DON PEDRO: You have put him down, lady, you have put him down.
BEATRICE: So I would not he should do me, lest I should prove the mother of fools.

Mercutio in Romeo and Juliet is pretty much the champion at this sort of thing. A sample:

MERCUTIO: Thou desirest me to stop in my tale against the hair.
BENVOLIO: Thou wouldst else have made thy tale large.
MERCUTIO: O, thou art deceived; I would have made it short: for I was come to the whole depth of my tale, and meant indeed to occupy the argument no longer.

And there’s this unfortunate innuendo from Henry V:

“Pistol’s cock is up, and flashing fire will follow!”
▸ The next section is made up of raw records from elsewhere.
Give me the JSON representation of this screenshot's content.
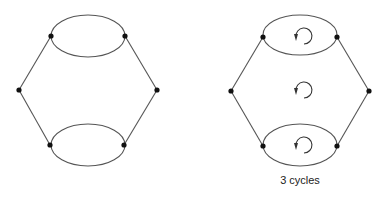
{
  "diagram": {
    "left_graph": {
      "name": "hexagon-graph-with-double-edges",
      "nodes": [
        [
          51,
          36
        ],
        [
          125,
          36
        ],
        [
          19,
          90
        ],
        [
          157,
          90
        ],
        [
          50,
          145
        ],
        [
          124,
          145
        ]
      ],
      "ellipses": [
        {
          "cx": 88,
          "cy": 36,
          "rx": 37,
          "ry": 21
        },
        {
          "cx": 88,
          "cy": 145,
          "rx": 37,
          "ry": 21
        }
      ],
      "edges": [
        [
          [
            51,
            36
          ],
          [
            19,
            90
          ]
        ],
        [
          [
            19,
            90
          ],
          [
            50,
            145
          ]
        ],
        [
          [
            125,
            36
          ],
          [
            157,
            90
          ]
        ],
        [
          [
            157,
            90
          ],
          [
            124,
            145
          ]
        ]
      ]
    },
    "right_graph": {
      "name": "hexagon-graph-with-cycles",
      "nodes": [
        [
          263,
          37
        ],
        [
          337,
          37
        ],
        [
          231,
          91
        ],
        [
          369,
          91
        ],
        [
          263,
          146
        ],
        [
          337,
          146
        ]
      ],
      "ellipses": [
        {
          "cx": 300,
          "cy": 35,
          "rx": 37,
          "ry": 20
        },
        {
          "cx": 300,
          "cy": 145,
          "rx": 37,
          "ry": 21
        }
      ],
      "edges": [
        [
          [
            263,
            37
          ],
          [
            231,
            91
          ]
        ],
        [
          [
            231,
            91
          ],
          [
            263,
            146
          ]
        ],
        [
          [
            337,
            37
          ],
          [
            369,
            91
          ]
        ],
        [
          [
            369,
            91
          ],
          [
            337,
            146
          ]
        ]
      ],
      "cycle_arrows": [
        [
          300,
          36
        ],
        [
          300,
          90
        ],
        [
          300,
          145
        ]
      ],
      "caption": "3 cycles"
    },
    "colors": {
      "line": "#555555",
      "node": "#111111",
      "arrow": "#333333"
    }
  }
}
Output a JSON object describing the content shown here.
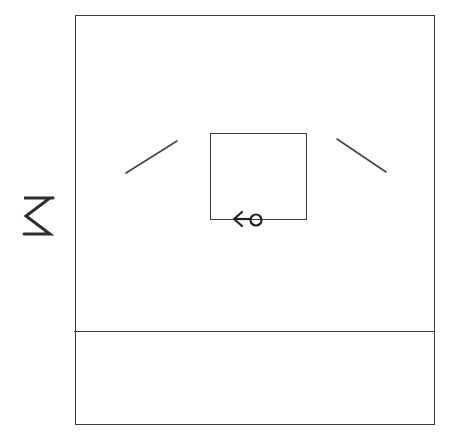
{
  "sketch": {
    "type": "hand-drawn wireframe",
    "side_label": {
      "text": "M",
      "rotation_deg": 90
    },
    "main_frame": {
      "regions": [
        "content-area",
        "bottom-panel"
      ]
    },
    "content_area": {
      "media_box": {
        "icon": "arrow-left-with-circle-icon",
        "icon_glyph": "←o"
      },
      "left_stroke": "diagonal-line-left",
      "right_stroke": "diagonal-line-right"
    },
    "bottom_panel": {
      "text": ""
    },
    "colors": {
      "ink": "#3a3a3a",
      "paper": "#ffffff"
    }
  }
}
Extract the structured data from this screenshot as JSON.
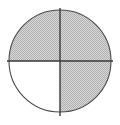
{
  "figure": {
    "name": "fraction-circle",
    "shape": "circle",
    "total_parts": 4,
    "shaded_parts": 3,
    "fraction_label": "3/4",
    "background_color": "#ffffff"
  },
  "canvas": {
    "width": 120,
    "height": 125
  },
  "circle": {
    "center_x": 60,
    "center_y": 61,
    "radius": 51,
    "outline_color": "#4a4a4a",
    "outline_width": 1.1,
    "fill_color": "#ffffff"
  },
  "dividers": [
    {
      "name": "vertical-diameter",
      "orientation": "vertical",
      "x1": 60,
      "y1": 8,
      "x2": 60,
      "y2": 116,
      "color": "#3a3a3a",
      "width": 1.4
    },
    {
      "name": "horizontal-diameter",
      "orientation": "horizontal",
      "x1": 7,
      "y1": 61,
      "x2": 113,
      "y2": 61,
      "color": "#3a3a3a",
      "width": 1.4
    }
  ],
  "quadrants": [
    {
      "name": "top-left",
      "position": "upper-left",
      "shaded": true,
      "fill_color": "#c9c9c9",
      "start_angle": 180,
      "end_angle": 270
    },
    {
      "name": "top-right",
      "position": "upper-right",
      "shaded": true,
      "fill_color": "#c9c9c9",
      "start_angle": 270,
      "end_angle": 360
    },
    {
      "name": "bottom-right",
      "position": "lower-right",
      "shaded": true,
      "fill_color": "#c9c9c9",
      "start_angle": 0,
      "end_angle": 90
    },
    {
      "name": "bottom-left",
      "position": "lower-left",
      "shaded": false,
      "fill_color": "#ffffff",
      "start_angle": 90,
      "end_angle": 180
    }
  ],
  "texture": {
    "name": "stipple-halftone",
    "type": "checkerboard-dither",
    "dot_color": "#b0b0b0",
    "base_color": "#d8d8d8",
    "cell_size": 2
  }
}
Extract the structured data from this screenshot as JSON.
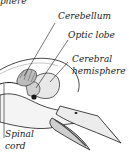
{
  "diagram": {
    "labels": {
      "top_cut": "phere",
      "cerebellum": "Cerebellum",
      "optic_lobe": "Optic lobe",
      "cerebral_line1": "Cerebral",
      "cerebral_line2": "hemisphere",
      "spinal_line1": "Spinal",
      "spinal_line2": "cord"
    },
    "colors": {
      "ink": "#1a1a1a",
      "shade": "#8a8a8a",
      "light": "#d8d8d8",
      "background": "#ffffff"
    }
  }
}
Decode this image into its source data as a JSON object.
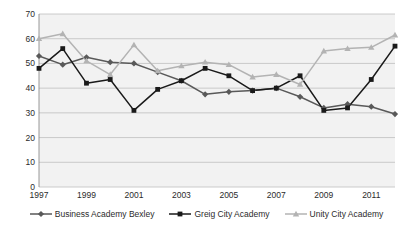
{
  "chart_data": {
    "type": "line",
    "title": "",
    "xlabel": "",
    "ylabel": "",
    "x": [
      1997,
      1998,
      1999,
      2000,
      2001,
      2002,
      2003,
      2004,
      2005,
      2006,
      2007,
      2008,
      2009,
      2010,
      2011,
      2012
    ],
    "xlim": [
      1997,
      2012
    ],
    "ylim": [
      0,
      70
    ],
    "ytick_labels": [
      "70",
      "60",
      "50",
      "40",
      "30",
      "20",
      "10",
      "0"
    ],
    "ytick_values": [
      70,
      60,
      50,
      40,
      30,
      20,
      10,
      0
    ],
    "xtick_labels": [
      "1997",
      "1999",
      "2001",
      "2003",
      "2005",
      "2007",
      "2009",
      "2011"
    ],
    "xtick_values": [
      1997,
      1999,
      2001,
      2003,
      2005,
      2007,
      2009,
      2011
    ],
    "grid": true,
    "grid_axis": "y",
    "legend_position": "bottom",
    "plot_background": "#f2f2f2",
    "series": [
      {
        "name": "Business Academy Bexley",
        "color": "#595959",
        "marker": "diamond",
        "values": [
          53,
          49.5,
          52.5,
          50.5,
          50,
          46.5,
          43,
          37.5,
          38.5,
          39,
          40,
          36.5,
          32,
          33.5,
          32.5,
          29.5
        ]
      },
      {
        "name": "Greig City Academy",
        "color": "#1a1a1a",
        "marker": "square",
        "values": [
          48,
          56,
          42,
          43.5,
          31,
          39.5,
          43,
          48,
          45,
          39,
          40,
          45,
          31,
          32,
          43.5,
          57
        ]
      },
      {
        "name": "Unity City Academy",
        "color": "#b3b3b3",
        "marker": "triangle",
        "values": [
          60,
          62,
          51,
          45.5,
          57.5,
          47,
          49,
          50.5,
          49.5,
          44.5,
          45.5,
          41.5,
          55,
          56,
          56.5,
          61.5
        ]
      }
    ]
  },
  "legend": {
    "items": [
      {
        "label": "Business Academy Bexley",
        "color": "#595959",
        "marker": "diamond"
      },
      {
        "label": "Greig City Academy",
        "color": "#1a1a1a",
        "marker": "square"
      },
      {
        "label": "Unity City Academy",
        "color": "#b3b3b3",
        "marker": "triangle"
      }
    ]
  },
  "colors": {
    "plot_background": "#f2f2f2",
    "gridline": "#bfbfbf",
    "axis": "#8c8c8c",
    "text": "#2b2b2b"
  }
}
Well, I suppose when your name is a phallic symbol, you can’t help but talk dirty… :wink:

Damn, I gotta go dig out my old Shakespeare textbook from the attic!

I do remember in the first part of Henry IV, when the French send the King tennis balls, and our professor was asking us about what the message was. We were trying to guess, and I thought they were saying that the English didn’t have the balls to do anything.

But I was wrong, dammit.

Twelfth Night, II.v.

I’ll edit it a bit to make it clearer: “these be her very C’s, her U’s, ‘n’ her T’s”.

Also see “Shakespeare’s Bawdy” by Eric Partridge for much more.

The puntastic Sonnet 135, keeping in mind that “Will” could stand for the writer’s name, ‘will’ as a noun (inclination or disposition), a lady’s rudie bits, or a gentleman’s rudie bits:

Shakespeare was notorious enough for being indecent in places that he indirectly gave rise to the, now possibly slightly archaic, term “to bowdlerize”. Thomas Bowdler (1754-1825) having edited out the rude bits, or rather “whatever is unfit to be read aloud by a gentleman to a company of ladies”, to produce The Family Shakespeare in 1818. It’s sufficiently famous as a case of 19th century prudishness that I’d hope that textbook editors these days would be wary of following his example.

The Cambridge Companion to Literature in English’s entry on him notes that he did the same with Gibbon. He’d at least put the very rude bits in Latin in the first place.